The hunt for information

RELATED COVERAGE: Carbon monoxide warning unnecessary: Lester

Gippsland Asbestos Related Disease Support group secretary Vicki Hamilton has told the Hazelwood Mine Fire Inquiry how a lack of official information about the fire led her to ‘Google’ in order to get answers for members.

She said members of the group, many of whom are suffering with an asbestos-related disease, turned to her “as soon as they started smelling the smoke”.

“Most of my members were moving out or seeking extra oxygen and trying to find details about how toxic the smoke was,” Ms Hamilton said.

Ms Hamilton told the Inquiry on Tuesday, she searched the Environment Protection Authority website, but could not find the information she was looking for.

She said she accessed information from the EPA in the United States about fly ash – ash produced from the combustion of coal.

“It was horrendous,” Ms Hamilton said.

“By the time I was finished I thought ‘what’s in this ash?'”

She said she advised members to either get out of the area, or hunker down, and many of them contacted their air suppliers to arrange for extra oxygen.

However, access proved difficult due to road closures as the result of fires.

Ms Hamilton criticised Chief Health Officer Dr Rosemary Lester for her message during the incident.

“There’s been no fire like this in Australia, so how can you say ‘there’s no long-term health effects’? That statement was made time and time again.

“If you talk to any of my members, people in positions of power have always said to them ‘trust us, we’ll look after you, you’ll just have to have faith’.

“Well I’ve got a whole membership that had faith. They’re dying.

“We don’t trust anybody anymore, we find out for ourselves.”

Ms Hamilton described the dissemination of information as “ad hoc” and “a lot of it far too late”.

She said she was “blown away” by the time it took authorities to make decisions on the relocation of vulnerable residents.

She said people could not access grants in the weekend following the announcement of relocation assistance, because the service only operated during normal business hours.

Ms Hamilton described the clean-up package as “like feeding strawberries to elephants” and highlighted her concern about initial plans to provide high-pressure hoses for residents.

She said the use of such hoses on homes made of asbestos could have potentially exposed “everyone in the neighbourhood”.

“I thought it was a really stupid thing to do,” she said.

Ms Hamilton said after she voiced her concern on ABC radio and was contacted by Member for Morwell Russell Northe, the hoses were excluded from the package.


## WHAT YOU NEED TO DO
In the copy, include no pictures. Reproduce the rest of the entries exactly.
++++ SUPPLIED DATA ++++
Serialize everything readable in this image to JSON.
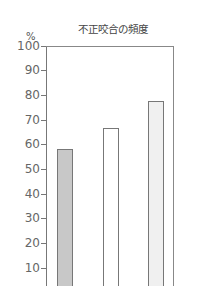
{
  "chart_data": {
    "type": "bar",
    "title": "不正咬合の頻度",
    "ylabel": "%",
    "xlabel": "",
    "ylim": [
      0,
      100
    ],
    "yticks": [
      10,
      20,
      30,
      40,
      50,
      60,
      70,
      80,
      90,
      100
    ],
    "categories": [
      "",
      "",
      ""
    ],
    "values": [
      58,
      66.5,
      77.5
    ],
    "bar_colors": [
      "#c8c8c8",
      "#ffffff",
      "#f0f0f0"
    ],
    "grid": false,
    "legend": null
  },
  "labels": {
    "title": "不正咬合の頻度",
    "unit": "%",
    "ticks": [
      "100",
      "90",
      "80",
      "70",
      "60",
      "50",
      "40",
      "30",
      "20",
      "10"
    ]
  }
}
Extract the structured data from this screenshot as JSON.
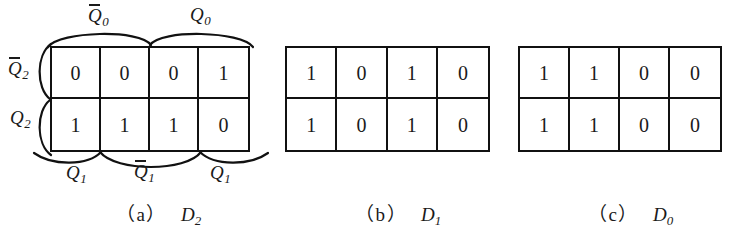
{
  "figure": {
    "background_color": "#ffffff",
    "line_color": "#111111",
    "text_color": "#1a1a1a"
  },
  "maps": [
    {
      "id": "a",
      "function": "D",
      "function_sub": "2",
      "caption_tag": "（a）",
      "rows": [
        {
          "row_label": "Q2bar",
          "values": [
            "0",
            "0",
            "0",
            "1"
          ]
        },
        {
          "row_label": "Q2",
          "values": [
            "1",
            "1",
            "1",
            "0"
          ]
        }
      ],
      "top_labels": [
        {
          "base": "Q",
          "sub": "0",
          "overbar": true,
          "span": "columns-1-2"
        },
        {
          "base": "Q",
          "sub": "0",
          "overbar": false,
          "span": "columns-3-4"
        }
      ],
      "left_labels": [
        {
          "base": "Q",
          "sub": "2",
          "overbar": true,
          "span": "row-1"
        },
        {
          "base": "Q",
          "sub": "2",
          "overbar": false,
          "span": "row-2"
        }
      ],
      "bottom_labels": [
        {
          "base": "Q",
          "sub": "1",
          "overbar": false,
          "span": "column-1"
        },
        {
          "base": "Q",
          "sub": "1",
          "overbar": true,
          "span": "columns-2-3"
        },
        {
          "base": "Q",
          "sub": "1",
          "overbar": false,
          "span": "column-4"
        }
      ]
    },
    {
      "id": "b",
      "function": "D",
      "function_sub": "1",
      "caption_tag": "（b）",
      "rows": [
        {
          "row_label": "Q2bar",
          "values": [
            "1",
            "0",
            "1",
            "0"
          ]
        },
        {
          "row_label": "Q2",
          "values": [
            "1",
            "0",
            "1",
            "0"
          ]
        }
      ],
      "top_labels": [],
      "left_labels": [],
      "bottom_labels": []
    },
    {
      "id": "c",
      "function": "D",
      "function_sub": "0",
      "caption_tag": "（c）",
      "rows": [
        {
          "row_label": "Q2bar",
          "values": [
            "1",
            "1",
            "0",
            "0"
          ]
        },
        {
          "row_label": "Q2",
          "values": [
            "1",
            "1",
            "0",
            "0"
          ]
        }
      ],
      "top_labels": [],
      "left_labels": [],
      "bottom_labels": []
    }
  ],
  "labels": {
    "q_base": "Q",
    "sub_0": "0",
    "sub_1": "1",
    "sub_2": "2"
  }
}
++++
## SOLVED EXERCISE
Serialize everything readable in this image to JSON.
{
  "chart_data": {
    "type": "bar",
    "title": "不正咬合の頻度",
    "ylabel": "%",
    "xlabel": "",
    "ylim": [
      0,
      100
    ],
    "yticks": [
      10,
      20,
      30,
      40,
      50,
      60,
      70,
      80,
      90,
      100
    ],
    "categories": [
      "",
      "",
      ""
    ],
    "values": [
      58,
      66.5,
      77.5
    ],
    "bar_colors": [
      "#c8c8c8",
      "#ffffff",
      "#f0f0f0"
    ],
    "grid": false,
    "legend": null
  },
  "labels": {
    "title": "不正咬合の頻度",
    "unit": "%",
    "ticks": [
      "100",
      "90",
      "80",
      "70",
      "60",
      "50",
      "40",
      "30",
      "20",
      "10"
    ]
  }
}
Extract the structured data from this screenshot as JSON.
{
  "figure": {
    "background_color": "#ffffff",
    "line_color": "#111111",
    "text_color": "#1a1a1a"
  },
  "maps": [
    {
      "id": "a",
      "function": "D",
      "function_sub": "2",
      "caption_tag": "（a）",
      "rows": [
        {
          "row_label": "Q2bar",
          "values": [
            "0",
            "0",
            "0",
            "1"
          ]
        },
        {
          "row_label": "Q2",
          "values": [
            "1",
            "1",
            "1",
            "0"
          ]
        }
      ],
      "top_labels": [
        {
          "base": "Q",
          "sub": "0",
          "overbar": true,
          "span": "columns-1-2"
        },
        {
          "base": "Q",
          "sub": "0",
          "overbar": false,
          "span": "columns-3-4"
        }
      ],
      "left_labels": [
        {
          "base": "Q",
          "sub": "2",
          "overbar": true,
          "span": "row-1"
        },
        {
          "base": "Q",
          "sub": "2",
          "overbar": false,
          "span": "row-2"
        }
      ],
      "bottom_labels": [
        {
          "base": "Q",
          "sub": "1",
          "overbar": false,
          "span": "column-1"
        },
        {
          "base": "Q",
          "sub": "1",
          "overbar": true,
          "span": "columns-2-3"
        },
        {
          "base": "Q",
          "sub": "1",
          "overbar": false,
          "span": "column-4"
        }
      ]
    },
    {
      "id": "b",
      "function": "D",
      "function_sub": "1",
      "caption_tag": "（b）",
      "rows": [
        {
          "row_label": "Q2bar",
          "values": [
            "1",
            "0",
            "1",
            "0"
          ]
        },
        {
          "row_label": "Q2",
          "values": [
            "1",
            "0",
            "1",
            "0"
          ]
        }
      ],
      "top_labels": [],
      "left_labels": [],
      "bottom_labels": []
    },
    {
      "id": "c",
      "function": "D",
      "function_sub": "0",
      "caption_tag": "（c）",
      "rows": [
        {
          "row_label": "Q2bar",
          "values": [
            "1",
            "1",
            "0",
            "0"
          ]
        },
        {
          "row_label": "Q2",
          "values": [
            "1",
            "1",
            "0",
            "0"
          ]
        }
      ],
      "top_labels": [],
      "left_labels": [],
      "bottom_labels": []
    }
  ],
  "labels": {
    "q_base": "Q",
    "sub_0": "0",
    "sub_1": "1",
    "sub_2": "2"
  }
}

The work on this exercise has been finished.